Tuesday, May 22, 2012

Post 7




"Well, it don't do nobody no good to disappoint a customer, nosirree.  When a door-to-door man had to give up the trade or moved on to a better route, they did their best to hand on their business to one of their young'uns, or to a cousin or to somebody else who they could depend on.  There was somethin' like a special tie between the door-to-door men and the families they served, which don't exist no more.  It's a sad, sad thing really, to see what it's all come to."
"My husband was a friend of them families, even the white ones.  Before the war, being friends with white folks was rare indeed, but my husband was thought well of by blacks folks and whites folks alike."
"In small towns all people seem to get along better.  People are noticed more and are respected more, and that's a fact.  It would have been more likely for the sun not to rise one morning than for the Egg Man not to be in Trustville on a Saturday."
"Respect is very important for an Egg Man?" I asked, ever in search of a quote.
"Oh, he weren't always been the Egg Man.  For a long, long time he was the Egg Boy, until folks found out that the Egg Boy had young'uns old enough to be able to help him with his business."
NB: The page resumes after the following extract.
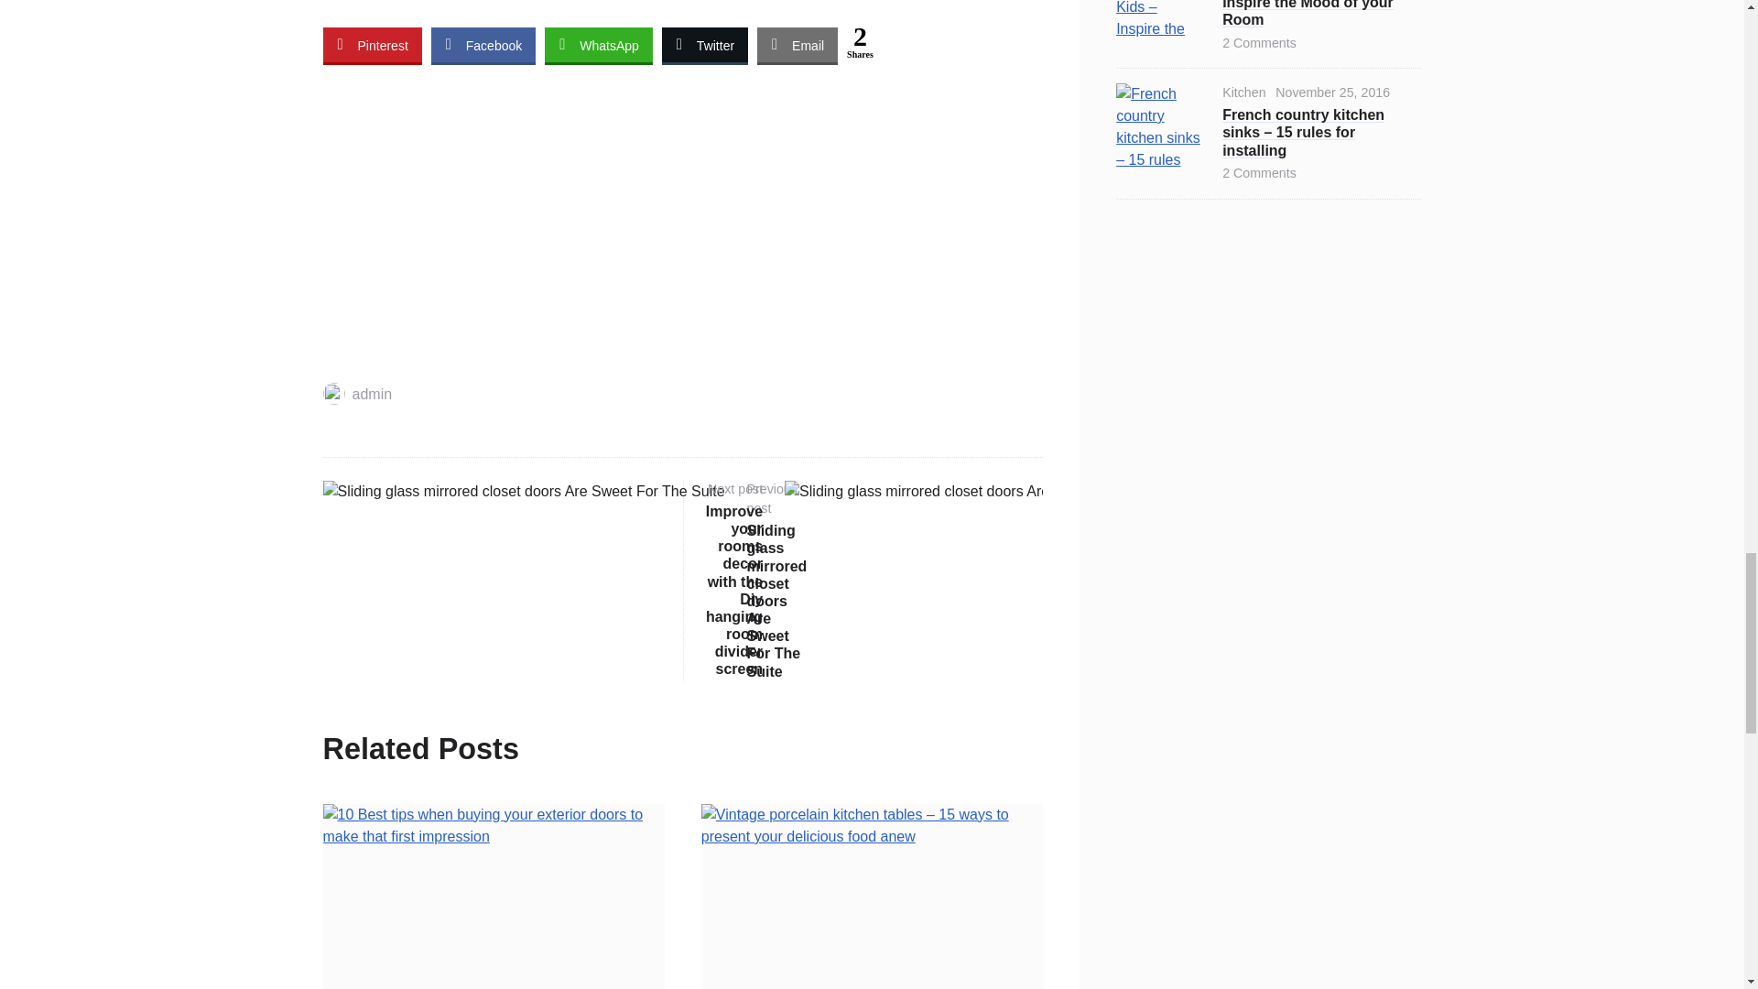 This screenshot has height=989, width=1758. I want to click on Twitter, so click(705, 45).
The old couple chuckled together.
I took a few more pictures of their jollity.
"Was your father an Egg Man?" I asked.
"No, my daddy was a coal miner and died young in a cave in."  Even in this revelation there was something to find humorous.  He smiled.  "My Momma liked to say He couldn't of been buried deeper for cheaper."
With these words the man looked at his wife to give her strength.  It was obvious that something good or bad was affecting the woman emotionally.  I decided not to go there...yet.
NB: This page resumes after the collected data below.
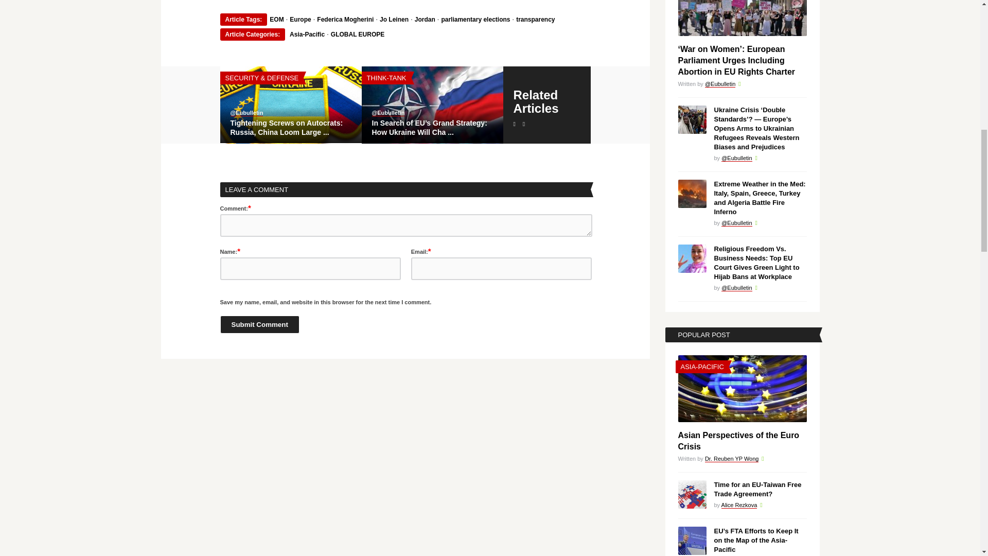  What do you see at coordinates (259, 324) in the screenshot?
I see `Submit Comment` at bounding box center [259, 324].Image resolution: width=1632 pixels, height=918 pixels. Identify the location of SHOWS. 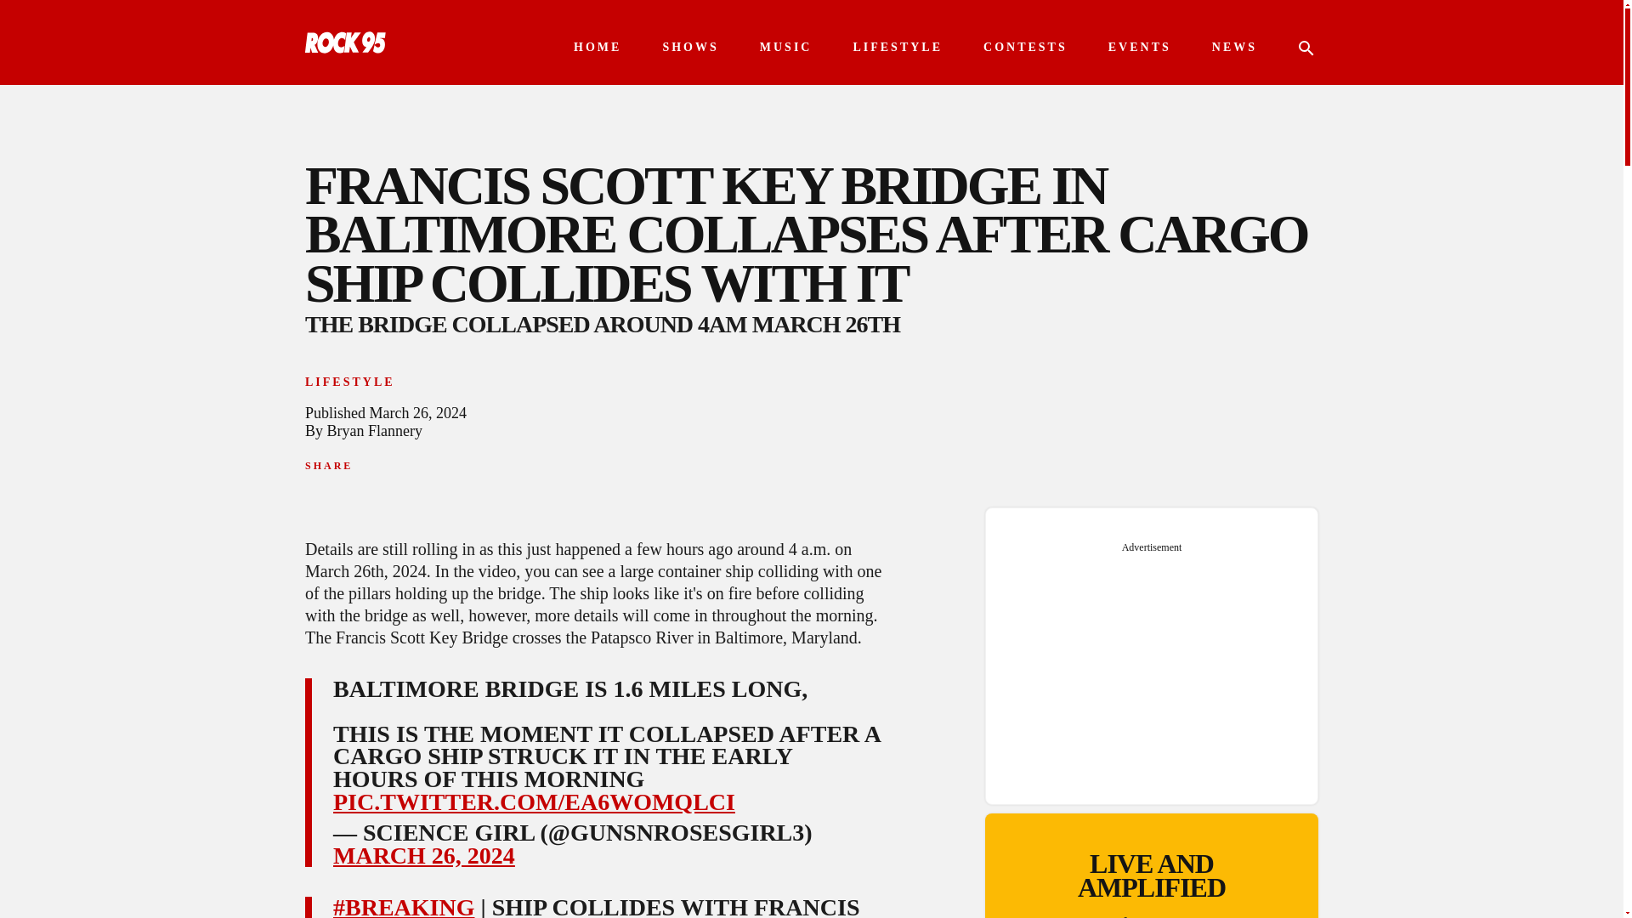
(690, 48).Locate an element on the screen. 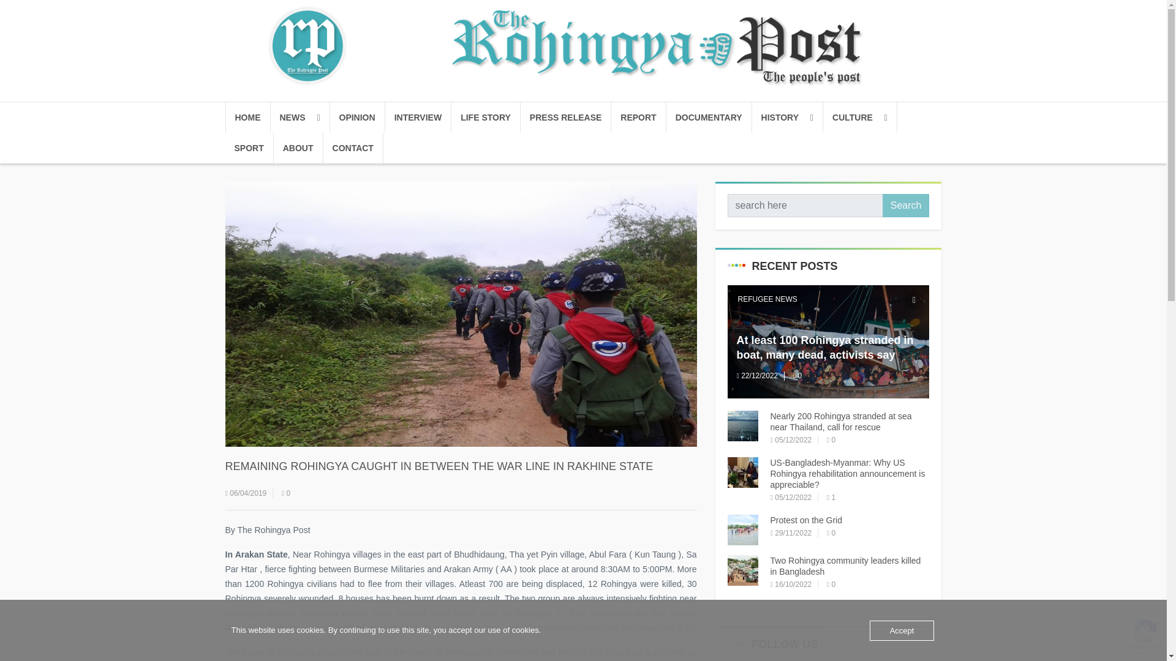 The height and width of the screenshot is (661, 1176). CONTACT is located at coordinates (353, 148).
"Tell me about your childhood," I asked in a rather fake merry tone.
"When I weren't not even half grown, my Momma got sickly and we didn't have two nickels to rub together."
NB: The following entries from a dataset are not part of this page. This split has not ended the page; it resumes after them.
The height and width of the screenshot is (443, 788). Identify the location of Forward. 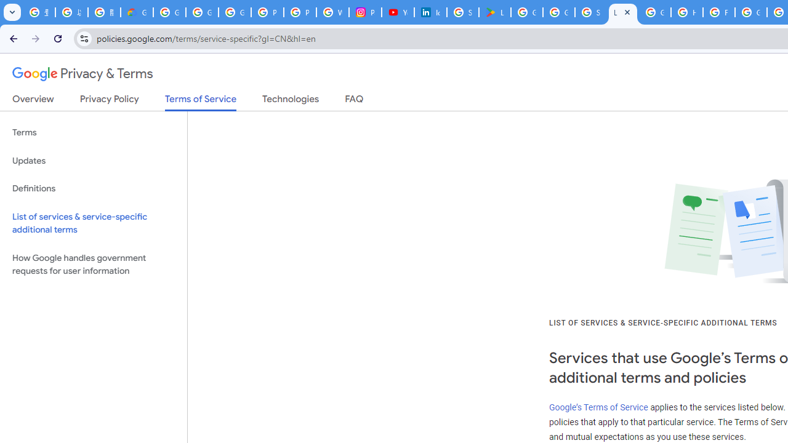
(36, 38).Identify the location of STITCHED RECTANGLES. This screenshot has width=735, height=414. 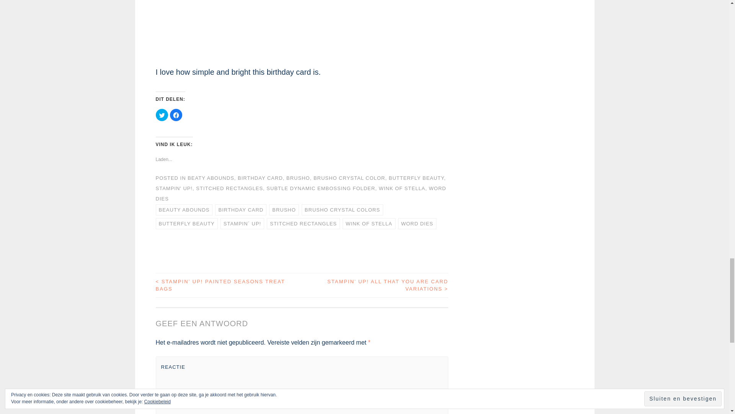
(303, 224).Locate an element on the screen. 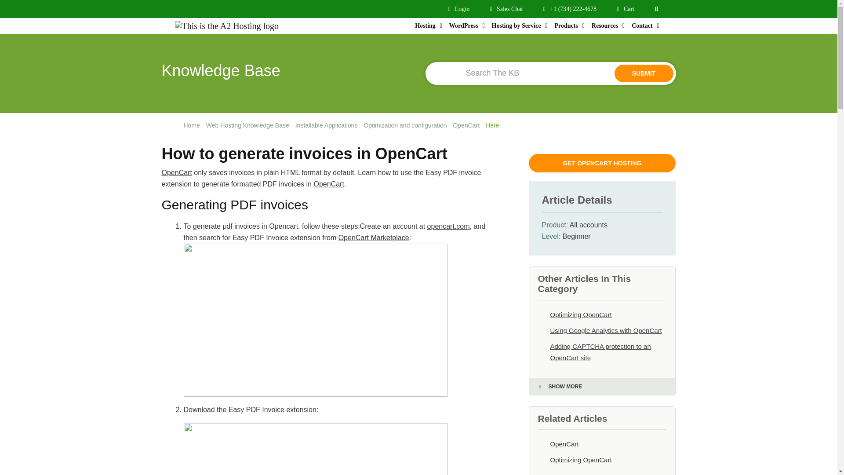 The image size is (844, 475). Login is located at coordinates (459, 9).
"But they was too proud to accept any charity," said Esther.
"Still am.  I don’t take no charity and I don’t offer none neither.  That way folks stay equal don't you see."
"Any siblings?"
"Any what?" he asked, his brow wrinkled.
"Brothers or sisters."
"I had me a older sister, named Huldah.  In the good book, Huldah was a profetess.  Anyhow, she left home during the depression.  She just walked off barefoot one day, and found work with a woman who took men's suits and cut them up and redone 'em up into women's suits, by gettin' rid of the worn seats and knees, don't you see.  People did stuff like that back then.  Times was hard, real hard."
"Times was hard.  Everybody did what they had to do, otherwise their kids would have starved slap to death," said Esther, nodding at her own recollection.
"I have never been hungry in my life," recalled Jeremias.  "For a while I wondered what it would be like if I had children and had to worry about them goin' hungry."
"Do you have young'uns of your own?" asked Esther of me.
"No, ma'am."
"Why not?" she asked as if I were being accused of a crime.